Erin Langner's new collection of essays on escape have much for local readers to enjoy, if they can lower their Las Vegas defenses
I advise you to enter Erin Langner’s book of essays set in Las Vegas, Souvenirs from Paradise, through the eyes of its ideal reader, who isn’t you. You live here. Langner doesn’t, and neither do these essays. They’re just visiting. So Souvenir’s ideal reader won’t be continuously auditing every aspect of its portrayal of the city, the way locals have come to after decades of iffy writing about their home.
Here’s an example: In the essay “The Art Experience,” it quickly becomes clear Langner isn’t going to venture much beyond James Turrell’s AKHOB installation on the Strip. I had to manually override my Vegas Autocorrect — What about all the other artwork in CityCenter? Do you even know we have an Arts District? — to enjoy the piece for what it is: an account of her obsession with Turrell (and Georgia O’Keeffe), through which she explores her disjointed family relations, circling back, as many of these essays do, to her mother, who died when Langner was young. Likewise, in “The Fallen Star,” a Britney Spears show at Planet Hollywood allows Langner to parse her ambivalent relationship with her Britney-loving, developmentally disabled sister.
So, these are personal essays in the key of Vegas — the city is the setting, rarely the overt subject, and she mostly vends her Sin City hot takes (“... a subtle reminder of how Vegas is made real by its scars”) in asides. For many tourists, escape simply means a temporary flight from their day-to-day — but for others, escape offers the distance they need to see their lives more clearly. Langner finds the city rich with signifiers and memory prompts around which her essays jell. Those are the souvenirs she takes home.
The book has its shortcomings. By centering “The Museum Attraction” on the long-forgotten, now-irrelevant Mob Attraction at the Tropicana, Langner effectively grounds its observations in sand. And her meditations on violence in “The Massacre,” coagulating around the October 1, 2017, shooting, never achieve the gravity the reader is waiting for. On the other hand, “The Menagerie,” which is about, no kidding, Wayne Newton’s penguins and her incipient motherhood, is delightful.
I shouldn’t have used the word signifiers earlier; it reeks of the brainy jargon with which so many writers have tried to explain this place. By largely avoiding that, Langner has written a Vegas(ish) book we can read with our defenses on low alert.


Exercise directions –
Once the line with "Describe the element" is found, repeat it and all later lines exactly through the end of the listing below, with the pictures left out.

Data to process –
# # # # # # #

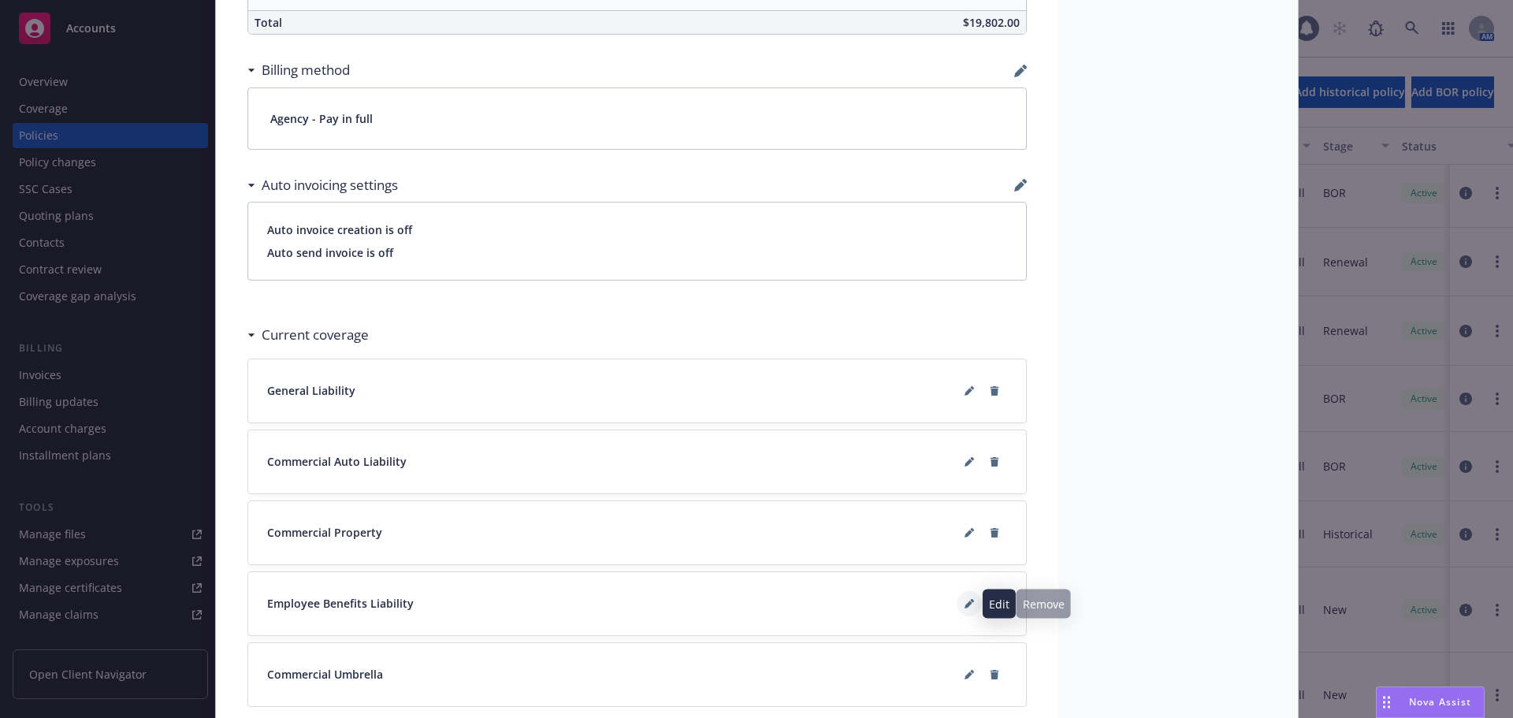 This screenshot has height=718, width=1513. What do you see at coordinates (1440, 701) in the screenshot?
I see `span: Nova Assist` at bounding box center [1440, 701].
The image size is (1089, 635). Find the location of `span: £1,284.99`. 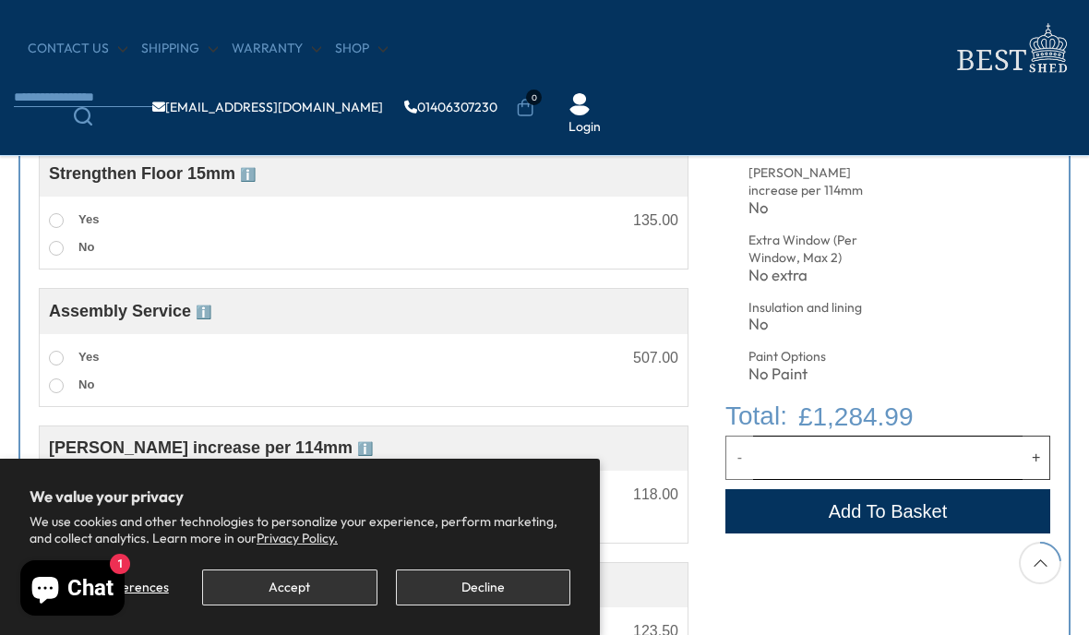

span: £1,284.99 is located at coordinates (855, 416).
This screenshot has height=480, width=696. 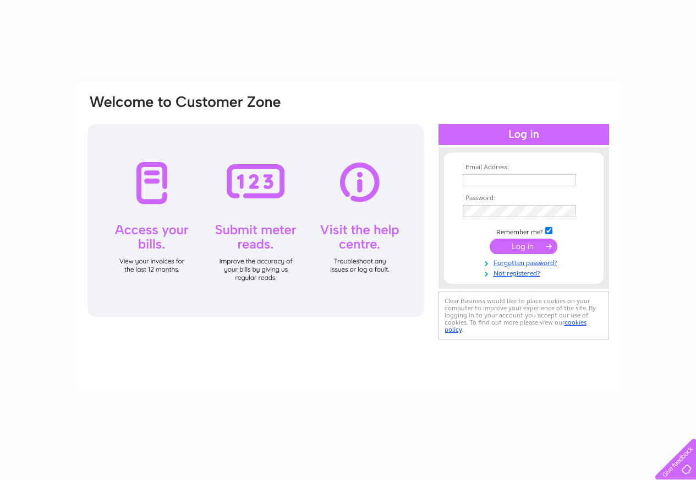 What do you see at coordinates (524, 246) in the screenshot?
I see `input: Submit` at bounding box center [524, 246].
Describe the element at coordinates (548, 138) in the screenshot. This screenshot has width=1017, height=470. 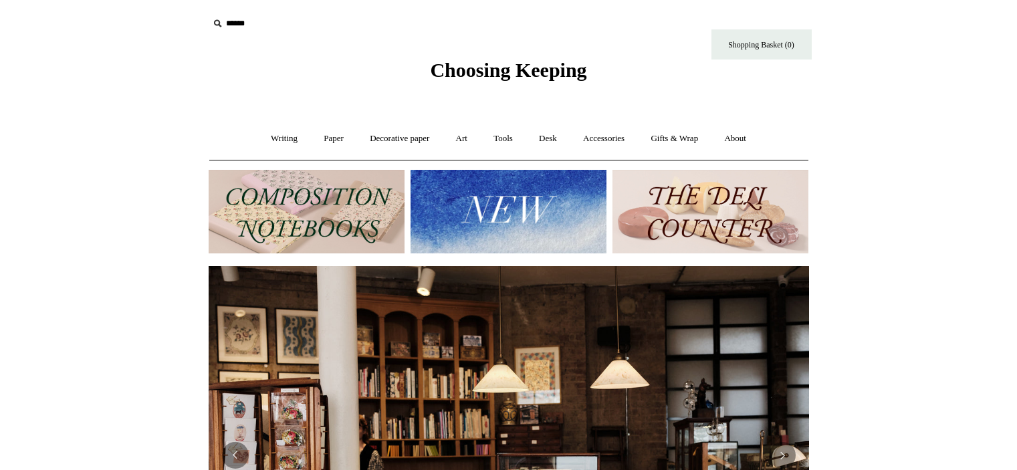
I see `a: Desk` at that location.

# # # # # # #

Solution below –
Describe the element at coordinates (548, 138) in the screenshot. This screenshot has width=1017, height=470. 
I see `a: Desk` at that location.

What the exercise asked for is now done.